List Price: $1,595,000
Sold Price: $1,482,500
The Property: Usually, when you read about squatters taking over vacant, foreclosed homes, they’re in boarded-up houses like this one in Rogers Park or the 20 or so in Englewood that the Anti-Eviction Campaign has moved homeless people into.

But one Chicago squatter found a pretty sweet place to occupy: a newly built five-bedroom, five-bath home in Wicker Park that had an in-home theater, a sauna, and a rooftop deck with views of the downtown skyline. The builder lost the property in foreclosure in 2011. It wasn’t until 2013 that the foreclosing lender, MB Financial, managed to get the squatter out, via a court order.

According to Melanie Giglio, one of two Sergio & Banks agents who sold the home for MB Financial, the woman appeared to have no lease and pay no rent for at least two years. The other agent, Melissa Govedarica, said the woman might at some point have had a lease with the builder. In any case, the bank didn’t know there was a tenant when it gave the two agents the listing on the house in 2012, Giglio says.

“But she was living there; she had keys and she decorated [outside] at Halloween and Christmas,” Giglio says. “The neighbors knew her, but they didn’t know she was a squatter.”

Selling foreclosures, agents frequently run into squatters—whether they are formerly legal tenants who now are just hanging on as long as they can, or are illegal occupants of a property. “But I hadn’t seen any at this price point,” Giglio says. “This was a high-end squatter.”

Planning to sell the house after spending two years foreclosing the builder, the bank then spent more than another year evicting the occupant. Eventually a court issued an eviction order, with a definite date for the woman to vacate the property, but she didn’t comply. Ultimately, police were called in to move all her belongings out to the street. The builder had completed the home but hadn’t maintained it, Govedarica says, and the squatter “beat it up,” Giglio adds. The bank spent about $100,000 on repainting, floor refinishing, and other touchups before putting it on the market in September.

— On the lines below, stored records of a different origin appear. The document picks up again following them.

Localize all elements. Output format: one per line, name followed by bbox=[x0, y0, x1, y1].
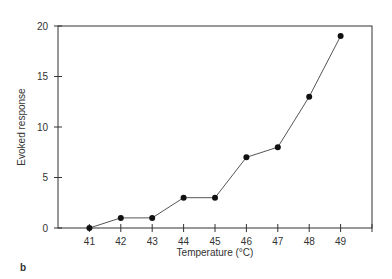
x-tick-label: 42 bbox=[115, 236, 127, 247]
y-tick-label: 10 bbox=[37, 122, 49, 133]
y-tick-label: 0 bbox=[42, 223, 48, 234]
x-tick-label: 49 bbox=[335, 236, 347, 247]
y-tick-label: 20 bbox=[37, 21, 49, 32]
x-tick-label: 41 bbox=[84, 236, 96, 247]
data-point-marker bbox=[212, 195, 218, 201]
x-axis-title: Temperature (°C) bbox=[177, 247, 254, 258]
x-tick-label: 48 bbox=[304, 236, 316, 247]
data-point-marker bbox=[275, 144, 281, 150]
x-tick-label: 43 bbox=[147, 236, 159, 247]
x-tick-label: 46 bbox=[241, 236, 253, 247]
line-chart: 05101520 414243444546474849 Temperature … bbox=[0, 0, 392, 279]
data-point-marker bbox=[181, 195, 187, 201]
y-axis-title: Evoked response bbox=[16, 88, 27, 166]
data-series bbox=[86, 33, 343, 231]
y-tick-label: 15 bbox=[37, 71, 49, 82]
x-tick-label: 45 bbox=[209, 236, 221, 247]
x-tick-label: 47 bbox=[272, 236, 284, 247]
data-point-marker bbox=[86, 225, 92, 231]
data-point-marker bbox=[306, 94, 312, 100]
x-axis: 414243444546474849 bbox=[84, 224, 372, 247]
data-point-marker bbox=[149, 215, 155, 221]
data-point-marker bbox=[118, 215, 124, 221]
panel-label: b bbox=[20, 262, 26, 273]
data-point-marker bbox=[338, 33, 344, 39]
x-tick-label: 44 bbox=[178, 236, 190, 247]
data-point-marker bbox=[243, 154, 249, 160]
y-tick-label: 5 bbox=[42, 172, 48, 183]
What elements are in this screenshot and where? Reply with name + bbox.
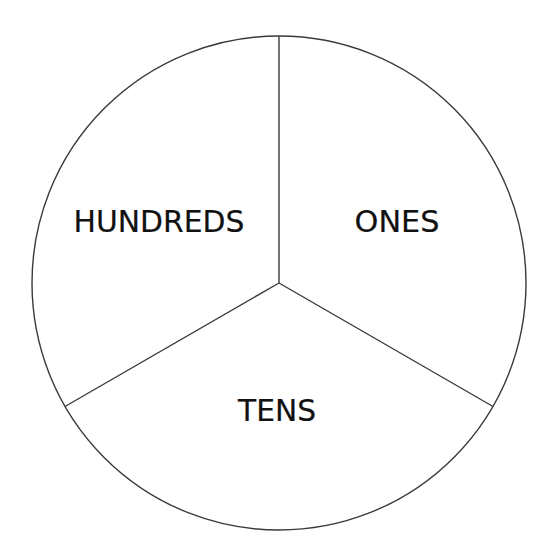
section-label-ones: ONES (355, 204, 440, 239)
section-label-hundreds: HUNDREDS (74, 204, 245, 239)
place-value-diagram: HUNDREDS ONES TENS (0, 0, 554, 559)
section-label-tens: TENS (237, 393, 316, 428)
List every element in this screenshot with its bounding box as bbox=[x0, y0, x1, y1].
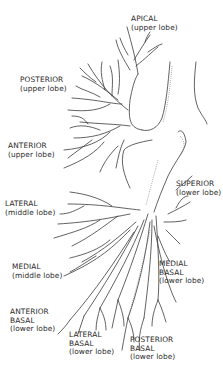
label-line: (upper lobe) bbox=[8, 151, 55, 160]
label-anterior-basal-lower-lobe: ANTERIOR BASAL (lower lobe) bbox=[10, 308, 55, 334]
label-apical-upper-lobe: APICAL (upper lobe) bbox=[131, 15, 178, 32]
intermediate-cartilage bbox=[146, 160, 158, 205]
lower-bronchus-cartilage bbox=[180, 136, 184, 156]
anterior-branches bbox=[64, 116, 130, 172]
main-bronchus-wall-upper bbox=[142, 62, 170, 131]
posterior-branches bbox=[68, 60, 128, 111]
trachea-right-wall bbox=[194, 62, 207, 124]
label-line: (upper lobe) bbox=[131, 24, 178, 33]
label-medial-middle-lobe: MEDIAL (middle lobe) bbox=[12, 263, 62, 280]
label-line: (lower lobe) bbox=[159, 277, 204, 286]
label-superior-lower-lobe: SUPERIOR (lower lobe) bbox=[176, 180, 221, 197]
label-line: (lower lobe) bbox=[69, 348, 114, 357]
label-posterior-upper-lobe: POSTERIOR (upper lobe) bbox=[20, 76, 67, 93]
intermediate-bronchus-left bbox=[122, 140, 152, 188]
superior-lower-branches bbox=[164, 196, 190, 244]
apical-branches bbox=[116, 27, 162, 74]
label-posterior-basal-lower-lobe: POSTERIOR BASAL (lower lobe) bbox=[130, 336, 175, 362]
label-line: (lower lobe) bbox=[10, 325, 55, 334]
bronchial-tree-diagram: APICAL (upper lobe) POSTERIOR (upper lob… bbox=[0, 0, 223, 368]
label-line: (upper lobe) bbox=[20, 85, 67, 94]
label-anterior-upper-lobe: ANTERIOR (upper lobe) bbox=[8, 142, 55, 159]
label-lateral-middle-lobe: LATERAL (middle lobe) bbox=[5, 200, 55, 217]
label-medial-basal-lower-lobe: MEDIAL BASAL (lower lobe) bbox=[159, 260, 204, 286]
label-line: (middle lobe) bbox=[12, 272, 62, 281]
label-line: (lower lobe) bbox=[130, 353, 175, 362]
lateral-middle-branches bbox=[54, 192, 140, 246]
upper-lobe-loop bbox=[129, 74, 142, 130]
main-bronchus-cartilage bbox=[163, 66, 172, 122]
label-line: (lower lobe) bbox=[176, 189, 221, 198]
label-lateral-basal-lower-lobe: LATERAL BASAL (lower lobe) bbox=[69, 331, 114, 357]
label-line: (middle lobe) bbox=[5, 209, 55, 218]
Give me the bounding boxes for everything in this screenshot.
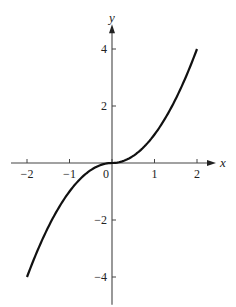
y-tick-label: 4 [101, 42, 107, 56]
x-tick-label: 1 [152, 167, 158, 181]
y-tick-label: 2 [101, 99, 107, 113]
x-tick-label: −1 [63, 167, 76, 181]
chart: −2−1012−4−224 x y [0, 0, 236, 307]
x-tick-label: 2 [194, 167, 200, 181]
y-axis-label: y [107, 10, 115, 25]
axes [11, 24, 216, 305]
y-axis-arrow-icon [109, 24, 115, 33]
x-tick-label: −2 [21, 167, 34, 181]
y-tick-label: −2 [94, 213, 107, 227]
y-tick-label: −4 [94, 270, 107, 284]
x-axis-arrow-icon [207, 160, 216, 166]
x-axis-label: x [219, 155, 226, 170]
x-tick-label: 0 [103, 167, 109, 181]
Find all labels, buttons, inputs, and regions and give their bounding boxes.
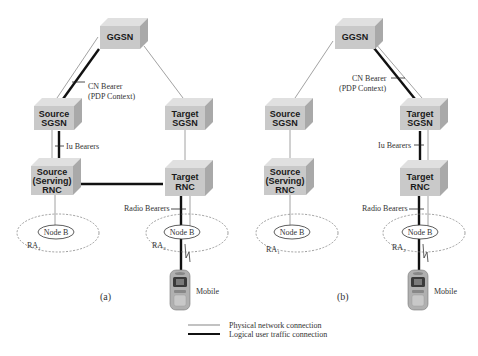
svg-text:RNC: RNC	[42, 185, 62, 195]
target-rnc-node-a: Target RNC	[165, 160, 213, 196]
svg-text:RNC: RNC	[410, 182, 430, 192]
legend-physical-label: Physical network connection	[229, 321, 321, 330]
panel-label-b: (b)	[337, 291, 349, 303]
cn-bearer-label-a: CN Bearer	[88, 82, 123, 91]
svg-text:Node B: Node B	[280, 228, 305, 237]
svg-text:Node B: Node B	[170, 228, 195, 237]
ra1-label-b: RA1	[266, 245, 280, 255]
svg-text:RNC: RNC	[275, 185, 295, 195]
svg-text:Target: Target	[407, 172, 434, 182]
mobile-phone-icon-b	[408, 270, 428, 310]
source-sgsn-node-b: Source SGSN	[265, 98, 313, 130]
panel-a: GGSN Source SGSN Target SGSN Source (Ser…	[17, 18, 228, 310]
radio-bearers-label-b: Radio Bearers	[362, 204, 408, 213]
source-rnc-node-b: Source (Serving) RNC	[264, 158, 314, 195]
mobile-phone-icon-a	[170, 270, 190, 310]
physical-links-b	[290, 41, 428, 226]
svg-text:GGSN: GGSN	[342, 32, 369, 42]
svg-text:SGSN: SGSN	[41, 118, 67, 128]
radio-bearers-label-a: Radio Bearers	[124, 204, 170, 213]
ra2-label-a: RA2	[152, 241, 166, 251]
cn-bearer-label-b: CN Bearer	[352, 74, 387, 83]
ggsn-node-b: GGSN	[335, 18, 383, 49]
svg-text:RNC: RNC	[175, 182, 195, 192]
legend: Physical network connection Logical user…	[188, 321, 327, 339]
ggsn-node-a: GGSN	[100, 18, 148, 49]
svg-text:SGSN: SGSN	[272, 118, 298, 128]
svg-text:Node B: Node B	[408, 228, 433, 237]
mobile-label-b: Mobile	[434, 287, 458, 296]
radio-signal-icon	[185, 244, 190, 262]
ra1-label-a: RA1	[27, 241, 41, 251]
pdp-context-label-b: (PDP Context)	[339, 84, 386, 93]
pdp-context-label-a: (PDP Context)	[88, 92, 135, 101]
svg-text:GGSN: GGSN	[107, 32, 134, 42]
svg-text:SGSN: SGSN	[172, 118, 198, 128]
ra2-label-b: RA2	[392, 243, 406, 253]
source-sgsn-node-a: Source SGSN	[34, 98, 82, 130]
iu-bearers-label-b: Iu Bearers	[378, 141, 411, 150]
legend-logical-label: Logical user traffic connection	[229, 330, 327, 339]
target-rnc-node-b: Target RNC	[400, 160, 448, 196]
svg-text:Target: Target	[172, 172, 199, 182]
mobile-label-a: Mobile	[196, 287, 220, 296]
radio-signal-icon	[423, 244, 428, 262]
target-sgsn-node-b: Target SGSN	[400, 98, 448, 130]
physical-links-a	[52, 37, 190, 226]
handover-diagram: GGSN Source SGSN Target SGSN Source (Ser…	[0, 0, 478, 356]
panel-b: GGSN Source SGSN Target SGSN Source (Ser…	[256, 18, 465, 310]
target-sgsn-node-a: Target SGSN	[165, 98, 213, 130]
iu-bearers-label-a: Iu Bearers	[66, 142, 99, 151]
panel-label-a: (a)	[100, 291, 111, 303]
svg-text:Node B: Node B	[44, 228, 69, 237]
svg-text:SGSN: SGSN	[407, 118, 433, 128]
source-rnc-node-a: Source (Serving) RNC	[31, 158, 81, 195]
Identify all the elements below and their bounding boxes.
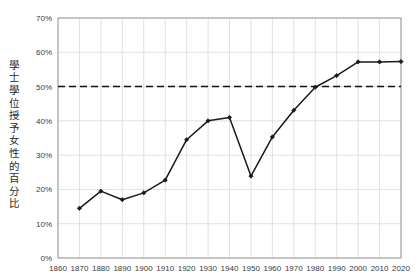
x-axis-tick-label: 2000 bbox=[349, 264, 367, 273]
y-axis-title-char: 位 bbox=[9, 97, 20, 109]
x-axis-tick-label: 1910 bbox=[156, 264, 174, 273]
y-axis-title-char: 予 bbox=[9, 122, 20, 134]
y-axis-title-char: 士 bbox=[9, 71, 20, 83]
y-axis-title-char: 比 bbox=[9, 197, 20, 209]
x-axis-tick-label: 1870 bbox=[71, 264, 89, 273]
y-axis-title-char: 學 bbox=[9, 59, 20, 71]
y-axis-title-char: 的 bbox=[9, 160, 20, 172]
y-axis-title-char: 性 bbox=[9, 147, 20, 159]
y-axis-tick-label: 30% bbox=[36, 151, 52, 160]
x-axis-tick-label: 1890 bbox=[113, 264, 131, 273]
y-axis-title-char: 學 bbox=[9, 84, 20, 96]
chart-container: 1860187018801890190019101920193019401950… bbox=[0, 0, 420, 280]
y-axis-title-char: 百 bbox=[9, 172, 20, 184]
y-axis-tick-label: 10% bbox=[36, 220, 52, 229]
x-axis-tick-labels: 1860187018801890190019101920193019401950… bbox=[49, 264, 410, 273]
x-axis-tick-label: 1970 bbox=[285, 264, 303, 273]
line-chart: 1860187018801890190019101920193019401950… bbox=[0, 0, 420, 280]
x-axis-tick-label: 1950 bbox=[242, 264, 260, 273]
y-axis-tick-label: 60% bbox=[36, 48, 52, 57]
y-axis-tick-label: 0% bbox=[40, 254, 52, 263]
x-axis-tick-label: 1880 bbox=[92, 264, 110, 273]
y-axis-title: 學士學位授予女性的百分比 bbox=[9, 59, 20, 210]
y-axis-title-char: 授 bbox=[9, 109, 20, 121]
x-axis-tick-label: 1990 bbox=[328, 264, 346, 273]
y-axis-title-char: 女 bbox=[9, 134, 20, 146]
y-axis-tick-label: 50% bbox=[36, 83, 52, 92]
x-axis-tick-label: 1940 bbox=[221, 264, 239, 273]
x-axis-tick-label: 1930 bbox=[199, 264, 217, 273]
x-axis-tick-label: 1980 bbox=[306, 264, 324, 273]
chart-background bbox=[0, 0, 420, 280]
x-axis-tick-label: 1860 bbox=[49, 264, 67, 273]
y-axis-tick-label: 20% bbox=[36, 185, 52, 194]
y-axis-tick-label: 70% bbox=[36, 14, 52, 23]
y-axis-tick-label: 40% bbox=[36, 117, 52, 126]
x-axis-tick-label: 1900 bbox=[135, 264, 153, 273]
y-axis-title-char: 分 bbox=[9, 185, 20, 197]
x-axis-tick-label: 2020 bbox=[392, 264, 410, 273]
x-axis-tick-label: 1920 bbox=[178, 264, 196, 273]
x-axis-tick-label: 2010 bbox=[371, 264, 389, 273]
x-axis-tick-label: 1960 bbox=[263, 264, 281, 273]
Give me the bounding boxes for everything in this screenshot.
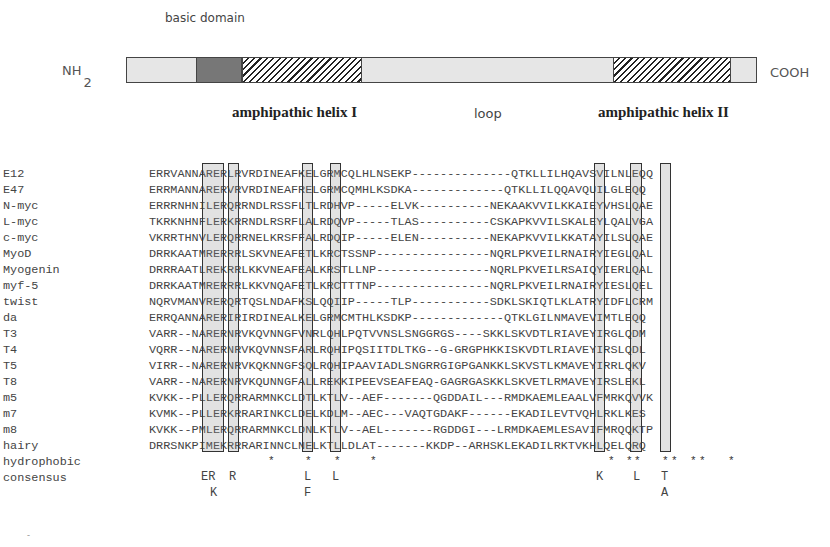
conserved-column-box	[228, 163, 239, 452]
consensus-residue: K	[596, 470, 603, 484]
hydrophobic-star: *	[634, 455, 641, 467]
sequence-residues: DRRKAATMRERRRLKKVNQAFETLKRCTTTNP--------…	[149, 278, 653, 294]
sequence-name: T8	[3, 374, 143, 390]
conserved-column-box	[330, 163, 341, 452]
sequence-name: hairy	[3, 438, 143, 454]
sequence-name: Myogenin	[3, 262, 143, 278]
conserved-column-box	[302, 163, 313, 452]
domain-segment-dark	[196, 58, 242, 82]
nh-text: NH	[62, 63, 82, 78]
domain-segment-light	[127, 58, 196, 82]
sequence-residues: VKRRTHNVLERQRRNELKRSFFALRDQIP-----ELEN--…	[149, 230, 653, 246]
sequence-name: E12	[3, 166, 143, 182]
helix-2-label: amphipathic helix II	[598, 104, 729, 121]
consensus-label: consensus	[3, 470, 143, 486]
hydrophobic-star: *	[305, 455, 312, 467]
consensus-alt-residue: F	[304, 486, 311, 500]
hydrophobic-star: *	[268, 455, 275, 467]
sequence-residues: DRRRAATLREKRRLKKVNEAFEALKRSTLLNP--------…	[149, 262, 653, 278]
sequence-name: MyoD	[3, 246, 143, 262]
loop-label: loop	[474, 106, 502, 121]
consensus-alt-residue: K	[210, 486, 217, 500]
n-terminus-label: NH2	[62, 63, 92, 82]
sequence-name: L-myc	[3, 214, 143, 230]
sequence-name: T5	[3, 358, 143, 374]
sequence-residues: KVKK--PLLERQRRARMNKCLDTLKTLV--AEF-------…	[149, 390, 653, 406]
conserved-column-box	[630, 163, 642, 452]
sequence-residues: KVKK--PMLERQRRARMNKCLDNLKTLV--AEL-------…	[149, 422, 653, 438]
domain-segment-hatch	[242, 58, 363, 82]
hydrophobic-star: *	[334, 455, 341, 467]
sequence-name: twist	[3, 294, 143, 310]
hydrophobic-star: *	[728, 455, 735, 467]
consensus-residue: L	[633, 470, 640, 484]
conserved-column-box	[594, 163, 605, 452]
basic-domain-label: basic domain	[165, 11, 245, 25]
sequence-residues: NQRVMANVRERQRTQSLNDAFKSLQQIIP-----TLP---…	[149, 294, 653, 310]
sequence-name: T4	[3, 342, 143, 358]
helix-1-label: amphipathic helix I	[232, 104, 357, 121]
nh-subscript: 2	[84, 75, 92, 90]
consensus-residue: L	[332, 470, 339, 484]
hydrophobic-star: *	[626, 455, 633, 467]
consensus-alt-residue: A	[661, 486, 668, 500]
sequence-residues: ERRVANNARERLRVRDINEAFKELGRMCQLHLNSEKP---…	[149, 166, 653, 182]
sequence-name: da	[3, 310, 143, 326]
sequence-residues: ERRRNHNILERQRRNDLRSSFLTLRDHVP-----ELVK--…	[149, 198, 653, 214]
sequence-name: T3	[3, 326, 143, 342]
consensus-residue: L	[304, 470, 311, 484]
sequence-residues: TKRKNHNFLERKRRNDLRSRFLALRDQVP-----TLAS--…	[149, 214, 653, 230]
sequence-name: c-myc	[3, 230, 143, 246]
sequence-name: m7	[3, 406, 143, 422]
sequence-name: myf-5	[3, 278, 143, 294]
c-terminus-label: COOH	[770, 65, 809, 80]
consensus-residue: R	[229, 470, 236, 484]
conserved-column-box	[202, 163, 224, 452]
hydrophobic-star: *	[608, 455, 615, 467]
sequence-name: m8	[3, 422, 143, 438]
domain-segment-hatch	[613, 58, 731, 82]
sequence-residues: DRRKAATMRERRRLSKVNEAFETLKRCTSSNP--------…	[149, 246, 653, 262]
hydrophobic-star: *	[699, 455, 706, 467]
hydrophobic-label: hydrophobic	[3, 454, 143, 470]
hydrophobic-star: *	[370, 455, 377, 467]
sequence-name: E47	[3, 182, 143, 198]
hydrophobic-star: *	[671, 455, 678, 467]
domain-bar	[126, 57, 757, 83]
consensus-residue: ER	[201, 470, 215, 484]
domain-segment-light	[362, 58, 613, 82]
hydrophobic-star: *	[662, 455, 669, 467]
stray-mark: -	[27, 530, 30, 540]
domain-segment-light	[731, 58, 756, 82]
conserved-column-box	[660, 163, 671, 452]
consensus-residue: T	[661, 470, 668, 484]
sequence-name: m5	[3, 390, 143, 406]
sequence-name: N-myc	[3, 198, 143, 214]
hydrophobic-star: *	[690, 455, 697, 467]
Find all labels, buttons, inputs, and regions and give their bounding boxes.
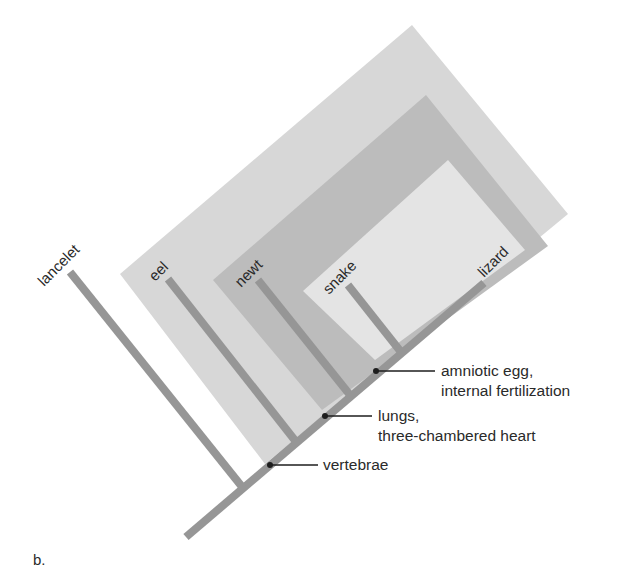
cladogram-figure: lancelet eel newt snake lizard vertebrae… bbox=[0, 0, 628, 571]
trait-label-lungs-line1: lungs, bbox=[378, 407, 419, 424]
trait-annotation-amniotic: amniotic egg, internal fertilization bbox=[373, 362, 570, 399]
trait-label-lungs-line2: three-chambered heart bbox=[378, 427, 536, 444]
trait-annotation-lungs: lungs, three-chambered heart bbox=[322, 407, 536, 444]
trait-label-vertebrae: vertebrae bbox=[323, 456, 388, 473]
trait-label-amniotic-line1: amniotic egg, bbox=[441, 362, 533, 379]
trait-label-amniotic-line2: internal fertilization bbox=[441, 382, 570, 399]
panel-label: b. bbox=[33, 551, 46, 568]
trait-annotation-vertebrae: vertebrae bbox=[267, 456, 388, 473]
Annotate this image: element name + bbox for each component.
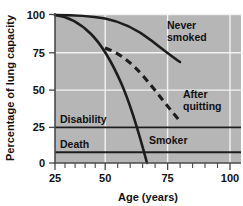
lung-capacity-chart: 100 75 50 25 0 25 50 75 100 Percentage o…: [0, 0, 243, 206]
annotation-after-quitting-line2: quitting: [183, 100, 221, 112]
x-tick-label-50: 50: [99, 172, 111, 184]
x-axis-title: Age (years): [118, 191, 178, 203]
annotation-never-smoked-line1: Never: [167, 19, 196, 31]
x-tick-label-25: 25: [49, 172, 61, 184]
y-tick-label-0: 0: [39, 157, 45, 169]
y-tick-label-100: 100: [27, 9, 45, 21]
annotation-never-smoked-line2: smoked: [167, 31, 207, 43]
x-tick-label-75: 75: [161, 172, 173, 184]
y-tick-label-50: 50: [33, 84, 45, 96]
y-axis-ticks: [49, 15, 55, 164]
y-axis-title: Percentage of lung capacity: [4, 14, 16, 161]
annotation-death: Death: [60, 138, 89, 150]
y-tick-label-25: 25: [33, 121, 45, 133]
annotation-after-quitting-line1: After: [183, 88, 208, 100]
annotation-smoker: Smoker: [149, 134, 188, 146]
y-tick-label-75: 75: [33, 47, 45, 59]
x-tick-label-100: 100: [221, 172, 239, 184]
annotation-disability: Disability: [60, 113, 107, 125]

New buyers put it under contract in October, and the sale closed December 12. Giglio, who also represented the buyers, said they were aware that there had been an unwanted tenant but weren’t concerned. “They didn’t see the house until it was cleaned up and restored,” she says.

Price Points: The builder paid $500,000 for the site in 2007, according to the Cook County Recorder of Deeds; a year later he was offering the not-yet-complete house for $1,899,900. He took it off the market in late 2008—possibly because he had rented it out, although the recent agents said there was no documentation of that.

The bank started foreclosure in May 2009 and got possession of the house in February 2011. In September of this year, after the tenant was removed and the house cleaned up, Giglio and Govedarica put it on the market with an asking price of $1.799 million. That came down to $1.699 and then to $1.595 before it sold.